Mentoring vs. Disciplemaking: What’s the Difference?

“What’s the difference?” When I taught English in Asia I learned that motivated students have lots of these questions. “What’s the difference between affect and effect? Or between than and then? Or farther and further? Occasionally the question made me, the teacher, realize that I didn’t fully understand.

The power of this profound little question isn’t limited to language learning. “What’s the difference?” can also unearth new insights about disciplemaking. As I work with pastors and church leaders, I’ve learned there are some discipleship terms that people confuse, misuse, and abuse. Thus I’ve been asked, “What’s the difference between mentoring and disciplemaking?” Is mentoring the same as discipling? Or is disciplemaking simply religious language for mentoring?

There’s clearly a lot of similarity between mentoring and disciplemaking. Both a mentor and a disciplemaker seek to help another grow, both function within the framework of a relationship, and both desire to see the other person succeed at something. In both cases the influencer is typically older and more experienced than the one they are influencing. With all these commonalities, you may be wondering, What’s the big deal if they are used interchangeably?

The difference between the two lies at their root. Let me illustrate the difference by comparing two fishing analogies. A familiar adage says, “Give a man a fish and you feed him for a day. Teach him how to fish and you feed him for a lifetime.” Jesus taught, “Come follow me, and I will make you fishers of men.” Though both statements use fishing as a symbol of helping others, their essential message is very different.

The message of the first is that it’s better to give someone a hand up than a handout. Mentoring is excellent at this. Mentoring is focused on helping a person develop in a specific area. Most often it’s related to a career field or a defined skill. The mentor is a guide who brings his career- or skill-based knowledge and experience to help the mentee. The objective is to help the mentee grow in that area. Both the destination and the agenda are set by the mentee. Conversations are framed around the mentee’s questions and struggles. The mentor only plays defense. In other words, mentoring focuses on just a slice of the mentee’s life and its entire purpose is to benefit the mentee.

To be clear, mentoring is beneficial in many contexts. I’m not anti-mentoring! Mentoring has great merit! But Jesus did something different. Jesus made disciples.

When Jesus taught about fishing he said, “Come follow me and I will make you fishers of men” (Matthew 4:19). Jesus didn’t come to help them do better what they were already doing, He came to alter the very purpose of their lives. Jesus’ essential message is to follow Him, to become like Him, to trade in our purpose for His purpose, to exchange the temporal for the eternal.

Disciplemaking is very different from mentoring in at least four ways:

1. A disciplemaking relationship must be holistic. It’s not limited to a slice of life or specific skill but rather seeks to impact every aspect of life. It must be this way because who we are impacts everything: our attitudes, thoughts, words, and actions.

2. The discipler puts herself forward as the model. She echoes what Paul said in 1 Corinthians 11:1, “Follow my example as I follow the example of Christ.” She doesn’t say, “Be who I used to be,” or “Do what I used to do,” but rather “Be who I am. Do what I do.” This requires the discipler to be mature enough to live a life worthy of reproduction and humble enough to share where she falls short. This posture is risky because a discipler offers herself and may be rejected. If a mentor’s knowledge or experience is rejected it doesn’t create such personal wounding.

3. Disciplemakers play both offense and defense. On the offensive side, they have a destination in mind. They have an agenda that’s known and agreed upon. A disciplemaker intentionally looks at the needs of those he disciples and develops a plan to help them grow. Many times the person being discipled doesn’t see these needs, so it’s the job of the discipler to help him develop vision. Like a mentor, the disciplemaker also plays defense, but he doesn’t let it take over the process. (I wrote more about offense and defense here.)

4. Disciplemaking is generational. One of the primary reasons Jesus wanted to help the disciples was so that they would “fish for men.” In other words, He helped them so they’d help others. The focus didn’t end with them! Jesus was focused on multiplication, not addition. In fact, the success of disciplemaking relationships should be measured by whether the disciples go on to disciple others who then go on to disciple others. I often tell guys I’m discipling that I haven’t made a disciple until they have made a disciple. The fruit disciples are to bear is other disciples.

Do you see the difference? Disciplemaking and mentoring are not the same. This is essential for us to understand because many good-hearted Christians end up making mentors, not disciples. Again, mentoring is good, admirable, and beneficial. But it doesn’t go far enough. It doesn’t demand enough from either side of the relationship. Disciplemaking demands that both lay down their lives and in faith trust God to produce many.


> **PROMPT**: Whenever a line below includes the word "Estratégica", copy that line.

BEGIN DATASET RECORDS

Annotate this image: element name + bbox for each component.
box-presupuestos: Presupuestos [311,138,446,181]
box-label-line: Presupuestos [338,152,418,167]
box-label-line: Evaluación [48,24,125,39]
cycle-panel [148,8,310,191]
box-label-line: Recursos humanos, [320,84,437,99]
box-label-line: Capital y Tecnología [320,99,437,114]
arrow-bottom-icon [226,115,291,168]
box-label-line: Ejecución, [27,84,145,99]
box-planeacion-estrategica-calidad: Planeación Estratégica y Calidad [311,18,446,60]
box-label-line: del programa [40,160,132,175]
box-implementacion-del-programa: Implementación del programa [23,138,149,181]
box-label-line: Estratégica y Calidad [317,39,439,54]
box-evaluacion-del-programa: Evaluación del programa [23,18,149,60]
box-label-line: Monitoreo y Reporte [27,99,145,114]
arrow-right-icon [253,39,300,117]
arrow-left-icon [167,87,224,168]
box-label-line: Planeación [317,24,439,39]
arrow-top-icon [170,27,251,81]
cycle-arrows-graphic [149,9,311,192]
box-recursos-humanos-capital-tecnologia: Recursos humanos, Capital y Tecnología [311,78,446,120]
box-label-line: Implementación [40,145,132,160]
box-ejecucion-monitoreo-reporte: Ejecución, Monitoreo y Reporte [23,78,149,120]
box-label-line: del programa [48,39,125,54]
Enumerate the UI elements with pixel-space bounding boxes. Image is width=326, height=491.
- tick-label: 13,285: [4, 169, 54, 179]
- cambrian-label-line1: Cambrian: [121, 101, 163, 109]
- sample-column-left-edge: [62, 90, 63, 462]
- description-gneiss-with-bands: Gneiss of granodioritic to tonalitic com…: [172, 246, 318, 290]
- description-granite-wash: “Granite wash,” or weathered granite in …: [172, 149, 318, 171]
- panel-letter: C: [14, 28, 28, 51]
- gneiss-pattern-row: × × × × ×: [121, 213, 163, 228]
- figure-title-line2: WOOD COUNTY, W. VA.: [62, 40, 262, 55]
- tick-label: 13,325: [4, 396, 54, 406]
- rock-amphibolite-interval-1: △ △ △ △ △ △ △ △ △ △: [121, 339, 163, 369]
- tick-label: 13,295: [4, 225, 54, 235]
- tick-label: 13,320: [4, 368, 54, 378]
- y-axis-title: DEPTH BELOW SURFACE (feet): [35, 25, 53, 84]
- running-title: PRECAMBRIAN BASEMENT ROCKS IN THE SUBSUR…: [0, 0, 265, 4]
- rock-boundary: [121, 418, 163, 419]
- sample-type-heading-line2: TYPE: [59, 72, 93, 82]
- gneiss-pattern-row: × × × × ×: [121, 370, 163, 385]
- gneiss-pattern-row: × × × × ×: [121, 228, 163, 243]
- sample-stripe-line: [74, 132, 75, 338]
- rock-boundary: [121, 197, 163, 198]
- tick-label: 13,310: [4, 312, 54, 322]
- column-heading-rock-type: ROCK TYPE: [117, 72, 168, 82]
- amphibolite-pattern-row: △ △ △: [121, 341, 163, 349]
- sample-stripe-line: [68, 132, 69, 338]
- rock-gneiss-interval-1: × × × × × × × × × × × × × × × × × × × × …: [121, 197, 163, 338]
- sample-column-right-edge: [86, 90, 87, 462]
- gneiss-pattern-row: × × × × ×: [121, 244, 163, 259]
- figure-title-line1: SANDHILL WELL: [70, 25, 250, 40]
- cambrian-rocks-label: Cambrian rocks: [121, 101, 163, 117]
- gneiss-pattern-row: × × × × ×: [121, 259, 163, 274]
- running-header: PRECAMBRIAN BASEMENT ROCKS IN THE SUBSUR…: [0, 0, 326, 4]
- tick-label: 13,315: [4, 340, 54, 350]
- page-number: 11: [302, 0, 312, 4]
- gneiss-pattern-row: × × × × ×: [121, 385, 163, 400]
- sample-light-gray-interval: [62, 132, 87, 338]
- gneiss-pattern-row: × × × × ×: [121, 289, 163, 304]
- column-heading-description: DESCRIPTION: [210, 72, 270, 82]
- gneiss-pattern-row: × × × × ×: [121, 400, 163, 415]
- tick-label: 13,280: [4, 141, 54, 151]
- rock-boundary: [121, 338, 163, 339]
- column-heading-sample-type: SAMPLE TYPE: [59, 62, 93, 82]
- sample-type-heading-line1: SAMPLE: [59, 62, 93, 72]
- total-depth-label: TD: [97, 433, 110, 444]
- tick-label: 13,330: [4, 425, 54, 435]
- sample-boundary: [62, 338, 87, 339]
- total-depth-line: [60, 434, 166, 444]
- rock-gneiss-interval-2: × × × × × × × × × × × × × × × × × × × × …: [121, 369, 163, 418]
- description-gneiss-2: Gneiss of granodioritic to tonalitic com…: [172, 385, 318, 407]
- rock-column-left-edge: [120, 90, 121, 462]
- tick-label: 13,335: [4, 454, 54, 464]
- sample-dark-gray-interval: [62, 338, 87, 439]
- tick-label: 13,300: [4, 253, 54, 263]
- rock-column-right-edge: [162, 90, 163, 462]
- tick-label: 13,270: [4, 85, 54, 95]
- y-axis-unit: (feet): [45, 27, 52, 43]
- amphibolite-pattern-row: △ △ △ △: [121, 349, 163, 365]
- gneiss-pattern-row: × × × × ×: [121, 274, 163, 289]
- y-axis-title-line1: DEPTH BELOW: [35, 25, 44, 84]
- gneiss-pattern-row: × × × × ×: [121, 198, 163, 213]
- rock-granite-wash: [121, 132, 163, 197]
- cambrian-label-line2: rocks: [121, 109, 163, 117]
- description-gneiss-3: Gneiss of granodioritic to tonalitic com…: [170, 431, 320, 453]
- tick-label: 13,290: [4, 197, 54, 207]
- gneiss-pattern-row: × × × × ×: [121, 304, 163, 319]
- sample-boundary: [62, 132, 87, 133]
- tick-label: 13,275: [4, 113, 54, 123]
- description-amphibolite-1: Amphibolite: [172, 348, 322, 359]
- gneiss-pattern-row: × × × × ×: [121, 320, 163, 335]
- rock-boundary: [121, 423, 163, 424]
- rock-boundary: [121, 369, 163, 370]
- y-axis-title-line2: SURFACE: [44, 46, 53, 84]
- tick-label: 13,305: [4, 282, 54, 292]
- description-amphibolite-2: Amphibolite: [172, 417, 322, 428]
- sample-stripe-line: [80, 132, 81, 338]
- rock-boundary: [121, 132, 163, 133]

END DATASET RECORDS

> **ANSWER TO THIS EXERCISE**:
box-planeacion-estrategica-calidad: Planeación Estratégica y Calidad [311,18,446,60]
box-label-line: Estratégica y Calidad [317,39,439,54]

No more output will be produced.